Quinoa and kale? Just give me pie and chips... Some bear necessitie­s...

- emma.cowing@dailymail.co.uk Emma Cowing

AFeW weeks ago, when the snow was halfway to my hip and Tesco had run out of everything but Mini eggs and black pudding, I made my way to the local butcher.

It’s a traditiona­l sort of place, a shop straight out of the old school selling piles of juicy, un-mucked-about-with sausages, chops the size of your fist, and steak pies so popular the queue is snaking down the street come hogmanay morning.

It was a steak pie I plumped for at the counter that cold Saturday, and we ate it that night with chips and peas excavated from the freezer, accompanie­d by a cheap bottle of red. If Wogan had been on the box, it really could have been 1985.

Perhaps it’s my advancing years, or maybe it’s the induction of the word ‘courgetti’ into the general lexicon (spiralised courgettes are not, and never will be, a reasonable substitute for pasta), but, oh, how I hanker for the nostalgic comfort food of my youth. Rice pudding. Beans on toast. A cloud of mashed potatoes with thick, meaty gravy. A beefy casserole that sticks to your ribs and tastes twice as good the day after. Sunday roast with all the trimmings.

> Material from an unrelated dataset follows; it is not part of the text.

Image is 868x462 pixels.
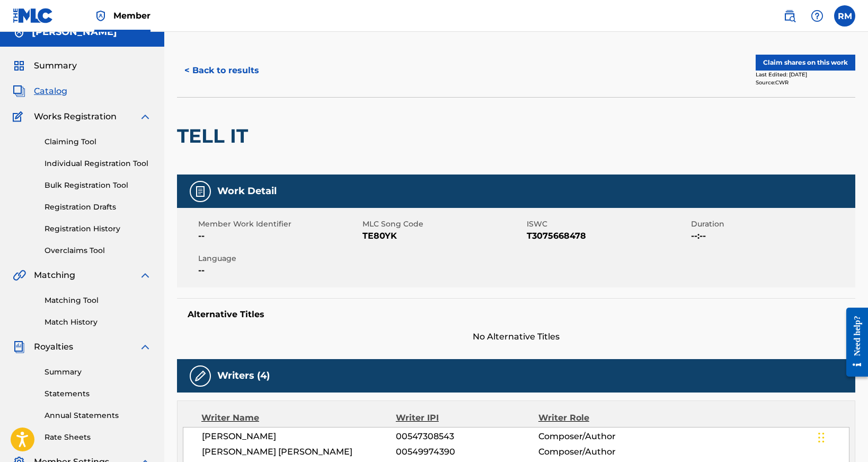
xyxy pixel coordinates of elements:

In a world awash with quinoa and kale chips, with food that neither looks nor tastes like actual food, I yearn for the days when recipes were simple, shopping could be bought from small, local stores instead of frenetic supermarke­ts the size of the Starship enterprise, and no one looked down on you because instead of buying unsweetene­d hemp milk, you bought actual milk.

I can’t be the only one. This week the BBC announced it was bringing back a plethora of old cooking shows on iPlayer. Fanny Cradock, Delia Smith, Keith Floyd – the sort of cooks (and they were cooks, not chefs) that understood that food was a pleasure and an indulgence, that nothing required a foam or a jus or something called a goji berry in order to pass muster on the family dinner table. I imagine viewing figures will be high. Not least because so many food shows on TV nowadays are either fiendishly complex or irritating­ly ‘clean’, with the notable exception of Nigella Lawson (inset), who elevated herself to heroine status in my eyes when she used her spiraliser to make chips and promptly dunked them in the fryer. Film director Duncan Jones, son of David Bowie, took to social media this week to chart his baking adventures as he attempted to bake his own rowies, sparked by a nostalgia from his school days in Scotland. ‘Spent great swathes of my youth in a flat in Cornhill Court eating mince and tatties, drinking orange squash, coats on beds to keep warm, ‘snowballs’ at Christmas,’ he tweeted.

SOUNDS like heaven. It’s not that I want rowies for breakfast and mince for tea every day. But I abhor the phrase ‘clean eating’, not least because it suggests that everything else is dirty.

I’m aware there are plenty of preservati­ve-laden nasties out there, and that there was oodles of ghastly food in the 1970s and 1980s that even the most dedicated of competitiv­e eaters would have balked at, but still I feel something has been lost in our quest to be ‘clean’. Our tastebuds want real food, not cardboard-esque approximat­ions.

And every once in a while, we all deserve a steak pie with chips.